Body of Knowledge
Samara Hersch
THIS EVENT IS CANCELLED BECAUSE OF THE COVID-19 RESTRICTIONS.
Places are very limited in this intimate performance so secure your spot by booking ahead of time.
In the frame of our 10×10 program, considering modes of discourse production, feel welcome for a unique intergenerational and intercontinental conversation called Body of Knowledge by Samara Hersch (Australian theatre maker and graduate of Das Theatre).
This intimate work, performed by teenagers who call into the theatre from abroad on mobile phones, is a powerful meditation on age and change: changes to bodies, changes in attitude, and changes to life. Questions of boundaries, sexuality, pleasure, shame, pain, consent, ageing, grief, death and the future are all on the table as teens from around the globe chat with the audience in real time from their bedrooms. Body of Knowledge is a surprising, challenging, and tender experience exploring how we pay attention (or not) to our own and others’ bodies co-existing in time and space.
27 March 2020
20:00
28 March 2020
12:30
28 March 2020
20:00
Dutch Premiere
Samara Hersch
Samara is a theatre maker, director and teaching artist whose practice explores the intersection of contemporary performance and community engagement. She recently completed her Masters at Das Theatre in Amsterdam. Her current research is an exploration into public acts of intimacy, particularly through imagining new performative frames for non- professional performers and audiences to inhabit. She is a recent recipient of the Zürcher Theater Spektakel Patronage Prize alongside collaborator Lara Thoms for the work We All Know What’s Happening.
Concept and performance:
Samara Hersch
Dramaturgy:
Maria Rößler
Artistic advice:
Edit Kaldor, Mette Ingvartsen
Set design:
Belle Santos
Lighting design:
Jenny Hector
Creative Technologist:
Fred Rodrigues
artistic support:
Kobbe Koopman, Simone French, Karlijn Clocheret
Special thanks to:
all the teenage performers, Edit Kaldor, Emma Rekkers, Malu Peeters, Eva Alonso, Tony Markus Sacharias, Richard Gregory, colleagues and staff DAS Graduate School.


Pictures excluded, copy every record that follows exactly as it appears.
┌──
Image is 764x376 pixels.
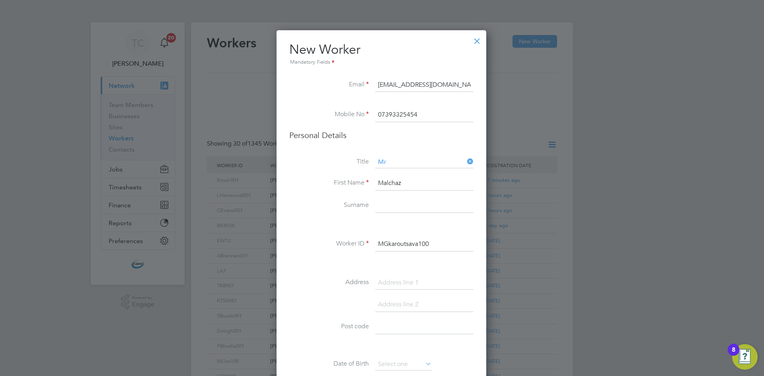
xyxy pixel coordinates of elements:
[289,278,369,286] label: Address
[289,179,369,187] label: First Name
[375,298,473,312] input: Address line 2
[289,110,369,119] label: Mobile No
[289,158,369,166] label: Title
[289,130,473,140] h3: Personal Details
[289,322,369,331] label: Post code
[731,350,735,360] div: 8
[375,358,432,370] input: Select one
[732,344,757,370] button: Open Resource Center, 8 new notifications
[375,156,473,168] input: Select one
[289,239,369,248] label: Worker ID
[289,41,473,67] h2: New Worker
[289,58,473,67] div: Mandatory Fields
[289,360,369,368] label: Date of Birth
[289,201,369,209] label: Surname
[375,276,473,290] input: Address line 1
[289,80,369,89] label: Email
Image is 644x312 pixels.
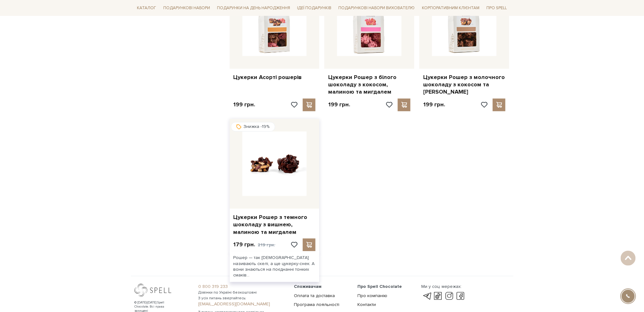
└──
* **REPLY**:
Image is 764x376 pixels.
xyxy pixel coordinates of elements:
[289,278,369,286] label: Address
[289,179,369,187] label: First Name
[375,298,473,312] input: Address line 2
[289,110,369,119] label: Mobile No
[289,158,369,166] label: Title
[289,130,473,140] h3: Personal Details
[289,322,369,331] label: Post code
[731,350,735,360] div: 8
[375,358,432,370] input: Select one
[732,344,757,370] button: Open Resource Center, 8 new notifications
[375,156,473,168] input: Select one
[289,239,369,248] label: Worker ID
[289,41,473,67] h2: New Worker
[289,58,473,67] div: Mandatory Fields
[289,360,369,368] label: Date of Birth
[289,201,369,209] label: Surname
[375,276,473,290] input: Address line 1
[289,80,369,89] label: Email
Image is 644x312 pixels.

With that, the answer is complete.